The novel rescues the anonymous life of a victor in war and defeated in history. Boarded the train of an ideal (like all the others), the life of Manuel Bonilla crosses the miserable Alpujarra, Granada de Lorca and post-war Spain until depositing the reader, through the search for his grandson, in today's Barcelona. A journey whose twists and turns will resonate in the sensibility and in the heart, family and collective, of any reader of today's Spain.

I was able to save Lorca

The Imperfect Cathar

The mythical of the Cathars, the fascinating nickname for the faithful of a thriving religious movement between southern France and the Crown of Aragon, until Catholicism ended up taking them away under the easy sentence of heresy.

Year 1306: with his dagger with a curved blade, Belibasta kills. Flee to the south of the Pyrenees. From Occitania to Morella. From murderer to saint! A Jesus Christ with his Magdalena. Some believers, the last Cathars hidden in Catalan, Aragonese and Valencian towns. A faithful and transhumant shepherd of sheep. An inquisitor who aspires to be Pope. A greedy and cunning spy. An emancipated and poisonous widow. From friendship to betrayal! From a concubine to a forced marriage. Year 1321: from a sacrificial journey to childbirth. And from a dagger to a carved stone ...

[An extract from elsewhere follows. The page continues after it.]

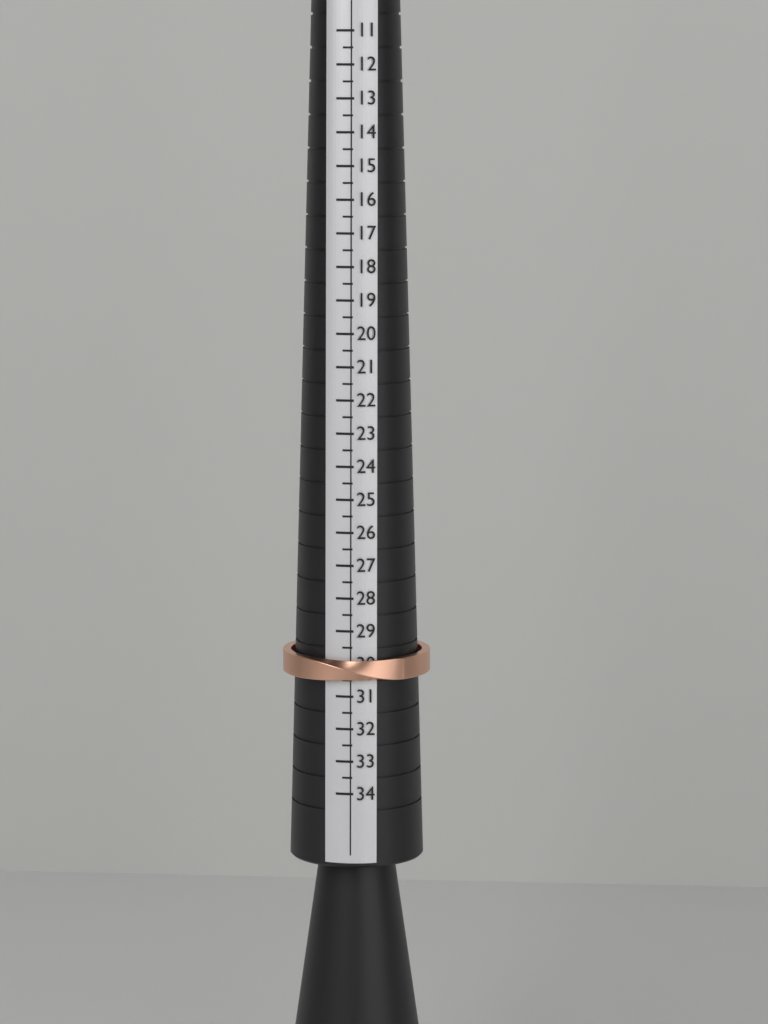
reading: 30.5 (no unit)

Based on rigorously historical facts and characters, this absorbing novel reconstructs the daily lives, dreams and beliefs of a handful of heretics at the dawn of the XNUMXth century. Treasures and flocks, Moors and fortune-tellers, rituals and inquisitors, Jews and Templars, stonemasons and brothels intersect in the landscapes of a true story. The spiritual and the carnal come together in a plot of seven hundred years ago in which love will have the last word… From Occitania to Morella: the real story of the last heretics of Catharism. An impressive tribute to those men and women whose dogma clashed with the Catholic Church until its extinction in the XNUMXth century.

The Imperfect Cathar

Captain Groc's daughter

The nineteenth century in Spain was reproduced, seen under a free interpretation, as a succession of Carlist wars that, over the years, and because of the fascination of the loser who does not write history, there are those who have taken care of transfiguring it everything.

Because the losing Carlists defended the traditional, the monarchical, the continuity. And yet, as they lost, they are taken as representatives of the fight against the established, fascinating the capacity for human selection ... But focusing on the plot of this novel, we are getting to know a special Catalan lineage of those years, the Groc, known thus for the hair, particularly between blond and red, of the emblematic TomĂ s Penarrocha ...

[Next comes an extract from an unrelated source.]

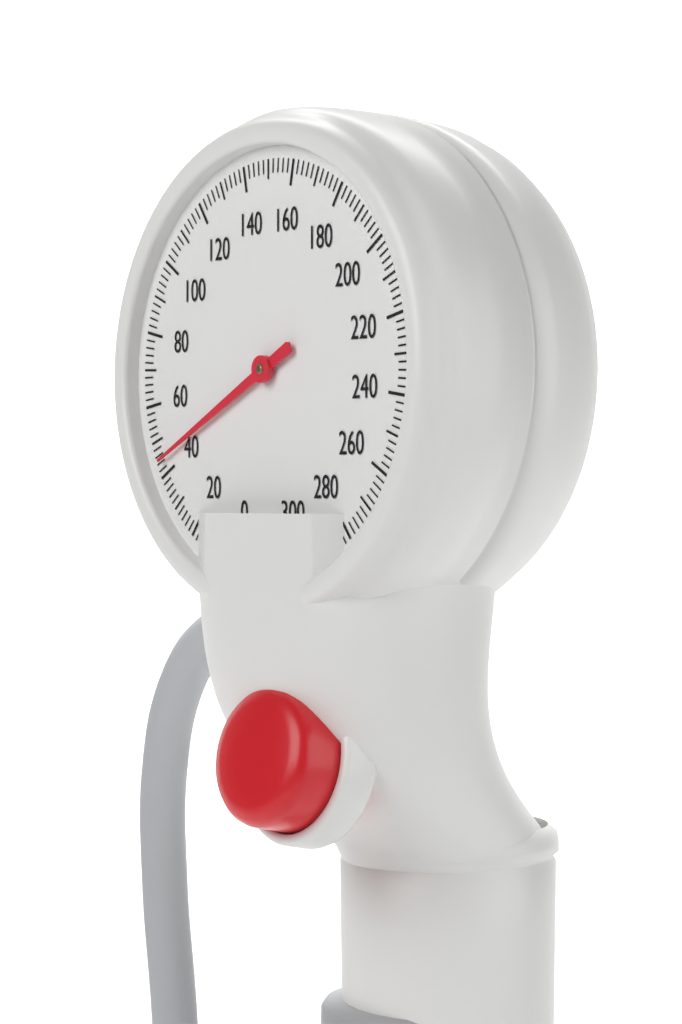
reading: 44 mmHg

Manuela Penarrocha is thirteen years old. Sitting in a low enea chair in the doorway of her house, she sews espadrilles like no one else. The girl with gray eyes and golden hair remembers her father. He, like the rest of the Carlists, a man with an espadrille, a club, a blunderbuss and a knife in the folds of his girdle, has worn one like these to make war. He wants to hug him, feel the warmth of his kiss on his forehead. He longs for his hard look and at the same time full of tenderness, his deep laugh. He only hopes that he returns to see him fight again for his ideals, to give back to his family and the people the lost dignity, life or death. Because of the color of his hair, his father, TomĂ s Penarrocha Penarrocha, is known to everyone in Forcall as el Groc.